It was a vanilla end to a vanilla Chase.
Jimmie Johnson did what he had to do Sunday at Homestead-Miami Speedway. He didn’t dominate, he didn’t win the race, Johnson simply stayed out of trouble and finished fifth while chaos erupted around him on several occasions.
Juan Pablo Montoya and Tony Stewart tangled with Montoya’s hopes for a final shot at an oval track win in 2009 ending in the garage. He would later return many laps down but long enough to deal out a little payback to Stewart that earned him a black flag.
Both Marcos Ambrose and Dale Earnhardt Jr. made valiant efforts only to fall victim to punctured tires and mechanical woes.
Mark Martin, meanwhile, struggled to try and at least stay within earshot should Johnson stumble. Martin was never able to make it towards the front, though, and came home 12th.
The only drama for Johnson came after pit stops on lap 121 when he restarted 23rd. Even that wasn’t enough to stop him, and as he has done many times in his career Johnson came through unscathed and smelling like a four-time champion.
In the end Denny Hamlin took control, and as the race ended there were no mysterious debris cautions, no spins or blown Hendrick engines. Just Jimmie Johnson cruising into NASCAR’s record books as its first driver to win four consecutive championships.
There were other storylines. Denny Hamlin’s win was his fourth of the year giving him a career best season. Sunday was also Michael Waltrip’s last race as a full-time driver and with his 14th place finish Greg Biffle earned his first winless season since he debuted in the Sprint Cup Series in 2003.
The 2009 NASCAR Sprint Cup Series champion overshadowed all those stories, which kind of sums up this year’s edition of the Chase. Johnson won seven times this year, four of those in the final 10 races. In other words, other than a little hiccup at Texas, Johnson and his Hendrick Motorsports crew dominated the final 10-run stretch.
Even before Homestead Sunday, people were crying foul. The Chase is boring, a snooze fest, nothing really exciting to see.
Welcome to the world of professional sports.
Some playoff games are over by the end of the first half, some teams get swept in a series, and others have a score so lopsided the opponents have no chance. Other years, though, the game comes down to a field goal with one tick left on the clock, a last second basket at the buzzer, a series that isn’t over until the final out of the last inning of the seventh game.
What we witnessed this fall was a NASCAR team who decided the outcome in the first half, swept the series, and scored from three-point range every single time. And while those type of outcomes aren’t exactly the favorite of every fan, that’s the nature of professional sports.
The NASCAR Nation can console themselves with the knowledge that we were witness to history Sunday night, salute a team that is on the very top of their game and know that in a little over 80 days from now, it will start all over again.












Comments
So that's it? Were we watching the same race? For the first time in recent memory we had serious racing for position all around the track, the JPM-Stewart duel for comic relief, and a four-peat by a very desrving champion. If that is not good enough for you, what is? Are you still holding out for a comeback for the 88 or a Martin championship? Don't hold your breath. There's a reason they finished where they did.
A real snooze fest...As long as Johnson keeps winning, the only fans will be Johnson fans...There won't be enough of them to keep NASCAR going...
Sure, minimize the fact that the Chase format and the COT have turned NASCAR into exactly what the "uninitated" always said it was -- 43 guys going in circles for 3 hours. Ditch the chase, ditch the COT and overly restrictive templates and lets do some RACING!
The only reason we saw racing in the 25th position was because Johnson was back there. ESPN has locked onto Jiminy since the chase started, and won't deviate even if there is no racing. We'll be whining about Fox coverage again in 2 months, then actually get racing for 6 weeks in the summer. Until the networks get back to thr racing, instead of the show, we gonna be stuck watching the points leader all race.
It wasn't that he wasn't trying to win any body who was on his race day scanner could tell you he was trying the whole race his car just wouldn't pass as he tried to pass people.
I agree the race was very boring but You can't say he didn't try to win the race.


*Your instructions:*
What you produce should be an exact transcription of the data, minus any pictures.

*Available data:*
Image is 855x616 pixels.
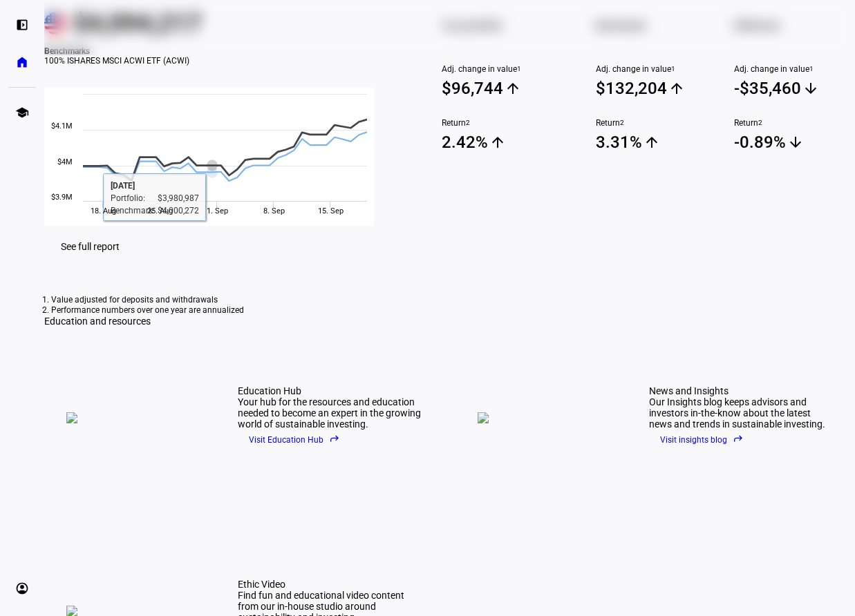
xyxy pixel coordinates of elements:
span: Visit insights blog [660,430,743,451]
eth-mat-symbol: account_circle [16,581,29,595]
mat-icon: arrow_upward [668,80,685,97]
span: 18. Aug [90,207,116,216]
button: Visit Education Hubreply [238,430,351,451]
a: See full report [44,233,136,261]
text: $4M [58,157,72,166]
mat-icon: arrow_downward [787,134,803,151]
span: Adj. change in value [596,64,717,74]
mat-icon: arrow_upward [489,134,505,151]
sup: 1 [517,64,521,74]
eth-mat-symbol: left_panel_open [16,18,29,32]
span: 8. Sep [263,207,285,216]
a: home [8,48,36,76]
sup: 2 [620,118,624,128]
span: $132,204 [596,78,717,99]
sup: 2 [758,118,762,128]
text: $3.9M [51,193,72,202]
span: 1. Sep [207,207,228,216]
span: Adj. change in value [442,64,562,74]
div: Our Insights blog keeps advisors and investors in-the-know about the latest news and trends in su... [649,397,834,430]
text: $4.1M [51,122,72,131]
span: -0.89% [734,132,855,153]
a: Visit insights blogreply [649,430,834,451]
span: 15. Sep [318,207,344,216]
li: Value adjusted for deposits and withdrawals [51,295,848,305]
eth-mat-symbol: home [16,55,29,69]
sup: 2 [466,118,470,128]
eth-mat-symbol: reply [329,433,340,444]
span: Visit Education Hub [249,430,340,451]
span: 2.42% [442,132,562,153]
span: Return [734,118,855,128]
img: news.png [477,412,616,423]
li: Performance numbers over one year are annualized [51,305,848,315]
mat-icon: arrow_upward [505,80,521,97]
eth-mat-symbol: reply [732,433,743,444]
div: Your hub for the resources and education needed to become an expert in the growing world of susta... [238,397,422,430]
sup: 1 [809,64,814,74]
span: Adj. change in value [734,64,855,74]
div: $96,744 [442,79,503,98]
div: 100% ISHARES MSCI ACWI ETF (ACWI) [44,56,403,66]
span: See full report [61,241,120,252]
div: News and Insights [649,386,834,397]
span: Return [596,118,717,128]
mat-icon: arrow_downward [803,80,819,97]
button: Visit insights blogreply [649,430,754,451]
span: 3.31% [596,132,717,153]
img: education-hub.png [67,412,205,423]
div: Education and resources [44,315,855,326]
mat-icon: arrow_upward [644,134,660,151]
span: -$35,460 [734,78,855,99]
eth-mat-symbol: school [16,106,29,120]
span: Return [442,118,562,128]
span: 25. Aug [147,207,173,216]
a: Visit Education Hubreply [238,430,422,451]
div: Ethic Video [238,579,422,590]
div: Education Hub [238,386,422,397]
sup: 1 [671,64,675,74]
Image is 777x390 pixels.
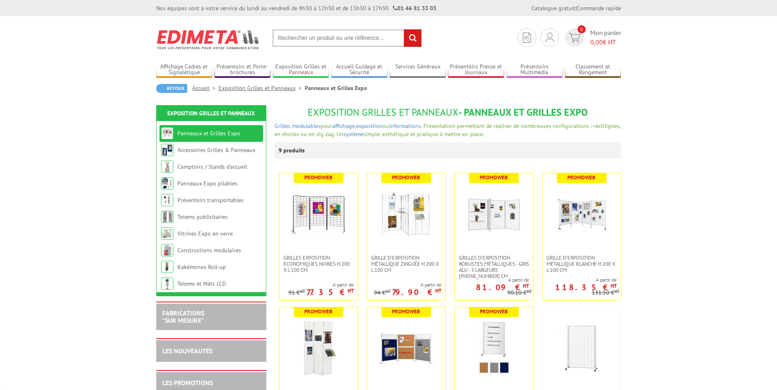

*Answer to this problem:*
Image is 855x616 pixels.
xyxy pixel coordinates of elements:
span: Visit insights blog [660,430,743,451]
eth-mat-symbol: account_circle [16,581,29,595]
mat-icon: arrow_upward [668,80,685,97]
span: 18. Aug [90,207,116,216]
button: Visit Education Hubreply [238,430,351,451]
a: See full report [44,233,136,261]
text: $4M [58,157,72,166]
mat-icon: arrow_downward [787,134,803,151]
span: Adj. change in value [596,64,717,74]
mat-icon: arrow_upward [489,134,505,151]
sup: 1 [517,64,521,74]
eth-mat-symbol: left_panel_open [16,18,29,32]
span: 8. Sep [263,207,285,216]
a: home [8,48,36,76]
sup: 2 [620,118,624,128]
span: $132,204 [596,78,717,99]
sup: 2 [758,118,762,128]
text: $3.9M [51,193,72,202]
span: 1. Sep [207,207,228,216]
span: Adj. change in value [442,64,562,74]
div: Our Insights blog keeps advisors and investors in-the-know about the latest news and trends in su... [649,397,834,430]
text: $4.1M [51,122,72,131]
span: -0.89% [734,132,855,153]
a: Visit insights blogreply [649,430,834,451]
span: 15. Sep [318,207,344,216]
li: Value adjusted for deposits and withdrawals [51,295,848,305]
eth-mat-symbol: home [16,55,29,69]
sup: 2 [466,118,470,128]
eth-mat-symbol: reply [329,433,340,444]
span: Visit Education Hub [249,430,340,451]
span: 2.42% [442,132,562,153]
span: Return [734,118,855,128]
img: news.png [477,412,616,423]
li: Performance numbers over one year are annualized [51,305,848,315]
mat-icon: arrow_upward [505,80,521,97]
eth-mat-symbol: reply [732,433,743,444]
div: Your hub for the resources and education needed to become an expert in the growing world of susta... [238,397,422,430]
sup: 1 [809,64,814,74]
span: Adj. change in value [734,64,855,74]
div: $96,744 [442,79,503,98]
div: 100% ISHARES MSCI ACWI ETF (ACWI) [44,56,403,66]
span: See full report [61,241,120,252]
div: News and Insights [649,386,834,397]
span: Return [596,118,717,128]
mat-icon: arrow_downward [803,80,819,97]
button: Visit insights blogreply [649,430,754,451]
span: 3.31% [596,132,717,153]
img: education-hub.png [67,412,205,423]
div: Education and resources [44,315,855,326]
mat-icon: arrow_upward [644,134,660,151]
span: -$35,460 [734,78,855,99]
eth-mat-symbol: school [16,106,29,120]
span: Return [442,118,562,128]
span: 25. Aug [147,207,173,216]
a: Visit Education Hubreply [238,430,422,451]
div: Ethic Video [238,579,422,590]
div: Education Hub [238,386,422,397]
sup: 1 [671,64,675,74]
Image is 777x390 pixels.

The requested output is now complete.